Royal Dornoch Golf Club


Royal Dornoch Golf Club is a golf club in Dornoch, Sutherland, Scotland. It is generally referred to as Royal Dornoch. The club has two 18-hole courses: the Championship Course and the Struie Course. The older Championship Course is a links course located on the Dornoch Firth.
Royal Dornoch has never hosted any of the modern professional tournaments. The British Amateur Championship was held there in 1985 and the Scottish Amateur in 1993, 2000, and 2012.
The Championship Course was ranked #3 on the 2007 Golf Digest list of Top 100 International courses. David Brice, of Golf International, called it the "king of Scottish links courses".
The internationally renowned Championship Course at Royal Dornoch Golf Club was named #1 in the world by the online golf reservation service golfscape.

History

Golf was played in Dornoch, over the extensive linksland there, in the early seventeenth century, circa 1616. Expenses covering the cost of a young aristocrat's golf clubs in 1616 have provided the earliest evidence so far of the sport's presence in Dornoch. John, the 13th Earl of Sutherland, was sent to the town in Sutherland to be educated. The reference was uncovered by researcher Wade Cormack, who is a PhD student at the University of the Highlands and Islands. The current golf club was established in 1877, and was awarded its royal status in 1906 by King Edward VII. The design of the Championship Course is attributed to Old Tom Morris.
Tom Watson is an honorary member of Royal Dornoch, and is quoted as saying of Dornoch: "It's the most fun I've ever had on a golf course" which was the home of the course architect Donald Ross.
Members of the club traveled to the northwest United States in September 2005 for a friendly international competition and cultural exchange with the Coeur d'Alene Tribe at their Circling Raven Golf Club in northern Idaho.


Work request ->
Extract each line of the records below that contains the word "Latin".
Records Start Marker
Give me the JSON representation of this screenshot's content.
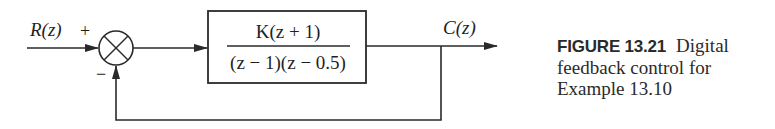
{
  "diagram": {
    "input_label": "R(z)",
    "output_label": "C(z)",
    "summing_junction": {
      "plus_sign": "+",
      "minus_sign": "−"
    },
    "block": {
      "numerator": "K(z + 1)",
      "denominator": "(z − 1)(z − 0.5)"
    },
    "line_color": "#2a2a2a"
  },
  "caption": {
    "figure_label": "FIGURE 13.21",
    "text_line1": "Digital",
    "text_line2": "feedback control for",
    "text_line3": "Example 13.10"
  }
}
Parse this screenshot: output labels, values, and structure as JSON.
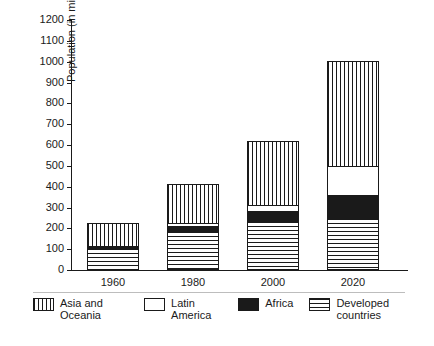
{
  "chart_data": {
    "type": "bar",
    "stacked": true,
    "title": "",
    "xlabel": "",
    "ylabel": "Population (in millions)",
    "categories": [
      "1960",
      "1980",
      "2000",
      "2020"
    ],
    "ylim": [
      0,
      1200
    ],
    "ytick_values": [
      0,
      100,
      200,
      300,
      400,
      500,
      600,
      700,
      800,
      900,
      1000,
      1100,
      1200
    ],
    "ytick_labels": [
      "0",
      "100",
      "200",
      "300",
      "400",
      "500",
      "600",
      "700",
      "800",
      "900",
      "1000",
      "1100",
      "1200"
    ],
    "grid": false,
    "legend_position": "bottom",
    "series": [
      {
        "name": "Asia and Oceania",
        "pattern": "vertical-stripes",
        "values": [
          110,
          190,
          310,
          505
        ]
      },
      {
        "name": "Latin America",
        "pattern": "white-blank",
        "values": [
          0,
          15,
          25,
          140
        ]
      },
      {
        "name": "Africa",
        "pattern": "solid-black",
        "values": [
          10,
          25,
          50,
          110
        ]
      },
      {
        "name": "Developed countries",
        "pattern": "horizontal-stripes",
        "values": [
          105,
          185,
          235,
          250
        ]
      }
    ],
    "totals": [
      225,
      415,
      620,
      1005
    ],
    "annotations": []
  },
  "axis": {
    "y_title": "Population (in millions)"
  },
  "legend": {
    "items": [
      {
        "label": "Asia and Oceania",
        "icon": "vertical-stripe-swatch"
      },
      {
        "label": "Latin America",
        "icon": "blank-swatch"
      },
      {
        "label": "Africa",
        "icon": "solid-black-swatch"
      },
      {
        "label": "Developed\ncountries",
        "icon": "horizontal-stripe-swatch"
      }
    ]
  },
  "caption": {
    "text": ""
  }
}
Records End Marker
Solution ->
        "name": "Latin America",
        "label": "Latin America",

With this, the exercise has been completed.